If you see it differently you are implicitly assuming a non-formalist perspective on what "validation" means. Tell us about it.
"A square is a rectangle" means "A square is a TYPE of rectangle" (at least, that is what I am parsing it as).
"Parsing is Validation" means Parsing is isomorphic to Validation.
How do I know? Because that is how I want you to parse it.
In that case your former statement that 'The word "is" implies an isomorphism' seems to be wrong.
Are you talking about a bijective mapping or are you saying it's a synonym for identical?
Because the former doesn't make any sense here and the latter is not true.
Red is a color does not imply that all colors are red.
"Red is a color" can be formalized as "Red is a type of color" or "Red is member of set Colors".
You can't formalize "Color is red" because it doesn't mean anything.
When I say "Parsing is validation" I am using the verb "is" to mean an isomorphism.
Good luck with that.
Two things are the same type of thing if they share all of their extensional properties.
That is what it means for two things to be identical/equal.
For example let's say that I have written an HTTP API that accepts application/x-www-form-urlencoded data to one of its endpoints. Let's say `POST /users`, and this is where the client-side application posts data to.
Now I can implement this in many ways. I can for example define
pub struct Person {
name: String,
phone_number: String,
}
But how I populate this struct can determine whether I am actually parsing or not, even if most of the code aside from that is the same.And of course I could go further and define types for the name and the phone number but in this case lets say that I have decided that strings are the proper representation in this case.
If the fields of my structs were directly accessible
pub struct Person {
pub name: String,
pub phone_number: String,
}
And in my HTTP API endpoint for `POST /users` I do the following: // ...
let name = post_data.name;
let phone_number = post_data.phone_number;
let norwegian_phone_number_format = Regex::new(r"^(\+47|0047)?\d{8}$").unwrap();
// ...
And I didn't bother to write out the rest of the code here for this example but you get the gist.The point is that here I am doing some rudimentary validation on the phone number, requiring it to be in Norwegian format. But I am enforcing this in the implementation of the handler for the HTTP API endpoint, rather than in the data type itself.
Whereas if I was instead doing
pub struct Person {
name: String,
phone_number: String,
}
impl Person {
pub fn try_new (name: String, phone_number: String) -> std::result::Result<Self, PersonDataError> {
// ...
let norwegian_phone_number_format = Regex::new(r"^(\+47|0047)?\d{8}$").unwrap();
// ...
}
}
Now I've moved the validation into an associated function of the type itself, and I've made the fields of the struct unaccessible from the outside.And in this manner, even though my validation is still rudimentary, and a type purist might find the type insufficiently constrained, I have indeed in my own book gone from just validation to actual parsing. Because I have made it so that the construction of the type enforces the constraints on the data.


Exercise directions
Restate, word for word, the lines from the opening line of the data through the line containing "What do you see at coordinates (1428, 76)", both included, and nothing else.
════════
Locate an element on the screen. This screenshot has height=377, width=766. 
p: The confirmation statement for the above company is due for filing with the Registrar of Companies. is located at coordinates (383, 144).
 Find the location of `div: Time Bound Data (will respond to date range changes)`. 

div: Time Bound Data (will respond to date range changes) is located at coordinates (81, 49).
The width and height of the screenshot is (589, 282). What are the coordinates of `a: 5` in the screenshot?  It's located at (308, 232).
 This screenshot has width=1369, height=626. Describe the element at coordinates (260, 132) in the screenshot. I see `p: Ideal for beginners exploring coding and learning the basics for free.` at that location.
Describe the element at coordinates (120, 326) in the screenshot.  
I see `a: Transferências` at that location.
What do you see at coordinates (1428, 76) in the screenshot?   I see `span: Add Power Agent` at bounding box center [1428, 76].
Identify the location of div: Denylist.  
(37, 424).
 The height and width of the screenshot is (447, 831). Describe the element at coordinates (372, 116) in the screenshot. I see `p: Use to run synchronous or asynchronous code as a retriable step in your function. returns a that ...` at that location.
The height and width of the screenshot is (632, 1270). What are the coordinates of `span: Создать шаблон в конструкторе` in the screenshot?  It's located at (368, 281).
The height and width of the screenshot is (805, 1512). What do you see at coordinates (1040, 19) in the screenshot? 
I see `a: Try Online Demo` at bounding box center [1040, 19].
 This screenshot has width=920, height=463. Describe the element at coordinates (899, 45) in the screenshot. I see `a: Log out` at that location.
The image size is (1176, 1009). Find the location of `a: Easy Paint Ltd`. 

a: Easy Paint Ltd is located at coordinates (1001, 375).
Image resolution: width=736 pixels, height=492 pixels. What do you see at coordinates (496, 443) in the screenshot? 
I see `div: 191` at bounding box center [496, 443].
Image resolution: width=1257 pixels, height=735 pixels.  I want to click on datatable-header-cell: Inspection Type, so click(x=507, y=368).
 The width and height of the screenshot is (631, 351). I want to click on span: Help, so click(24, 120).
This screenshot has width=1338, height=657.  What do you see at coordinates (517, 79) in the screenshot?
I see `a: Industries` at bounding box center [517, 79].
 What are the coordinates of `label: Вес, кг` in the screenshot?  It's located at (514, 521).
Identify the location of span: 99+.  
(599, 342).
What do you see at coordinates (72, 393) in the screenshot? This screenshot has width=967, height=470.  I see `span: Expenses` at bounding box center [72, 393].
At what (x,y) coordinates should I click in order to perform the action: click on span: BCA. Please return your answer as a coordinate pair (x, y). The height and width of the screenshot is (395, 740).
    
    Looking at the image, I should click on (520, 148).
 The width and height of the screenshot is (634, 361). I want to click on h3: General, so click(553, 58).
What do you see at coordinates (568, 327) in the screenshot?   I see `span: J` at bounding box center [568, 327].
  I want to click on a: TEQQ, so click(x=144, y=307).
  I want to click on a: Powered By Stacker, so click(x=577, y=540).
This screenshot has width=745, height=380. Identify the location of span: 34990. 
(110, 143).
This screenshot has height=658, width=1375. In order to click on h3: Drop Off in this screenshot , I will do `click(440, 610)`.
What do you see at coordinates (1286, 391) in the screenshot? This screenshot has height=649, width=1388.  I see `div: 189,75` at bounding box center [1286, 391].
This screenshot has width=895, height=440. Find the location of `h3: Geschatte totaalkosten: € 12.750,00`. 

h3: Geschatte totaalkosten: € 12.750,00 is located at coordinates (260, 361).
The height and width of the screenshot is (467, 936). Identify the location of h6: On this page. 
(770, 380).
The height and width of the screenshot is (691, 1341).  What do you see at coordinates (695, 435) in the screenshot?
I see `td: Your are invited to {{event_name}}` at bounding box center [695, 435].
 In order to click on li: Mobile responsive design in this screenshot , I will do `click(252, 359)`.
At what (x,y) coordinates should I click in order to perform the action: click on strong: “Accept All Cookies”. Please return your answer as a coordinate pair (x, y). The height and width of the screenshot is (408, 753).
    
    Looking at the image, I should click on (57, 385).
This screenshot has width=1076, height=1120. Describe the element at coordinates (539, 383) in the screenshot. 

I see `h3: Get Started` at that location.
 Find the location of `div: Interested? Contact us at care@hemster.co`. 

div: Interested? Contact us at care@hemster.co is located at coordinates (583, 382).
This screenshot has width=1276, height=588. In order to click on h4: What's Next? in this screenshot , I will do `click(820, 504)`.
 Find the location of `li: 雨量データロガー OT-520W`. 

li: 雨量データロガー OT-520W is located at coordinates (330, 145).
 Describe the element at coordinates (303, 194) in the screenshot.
════════
Answer for this exercise
Locate an element on the screen. This screenshot has height=377, width=766. 
p: The confirmation statement for the above company is due for filing with the Registrar of Companies. is located at coordinates (383, 144).
 Find the location of `div: Time Bound Data (will respond to date range changes)`. 

div: Time Bound Data (will respond to date range changes) is located at coordinates (81, 49).
The width and height of the screenshot is (589, 282). What are the coordinates of `a: 5` in the screenshot?  It's located at (308, 232).
 This screenshot has width=1369, height=626. Describe the element at coordinates (260, 132) in the screenshot. I see `p: Ideal for beginners exploring coding and learning the basics for free.` at that location.
Describe the element at coordinates (120, 326) in the screenshot.  
I see `a: Transferências` at that location.
What do you see at coordinates (1428, 76) in the screenshot?   I see `span: Add Power Agent` at bounding box center [1428, 76].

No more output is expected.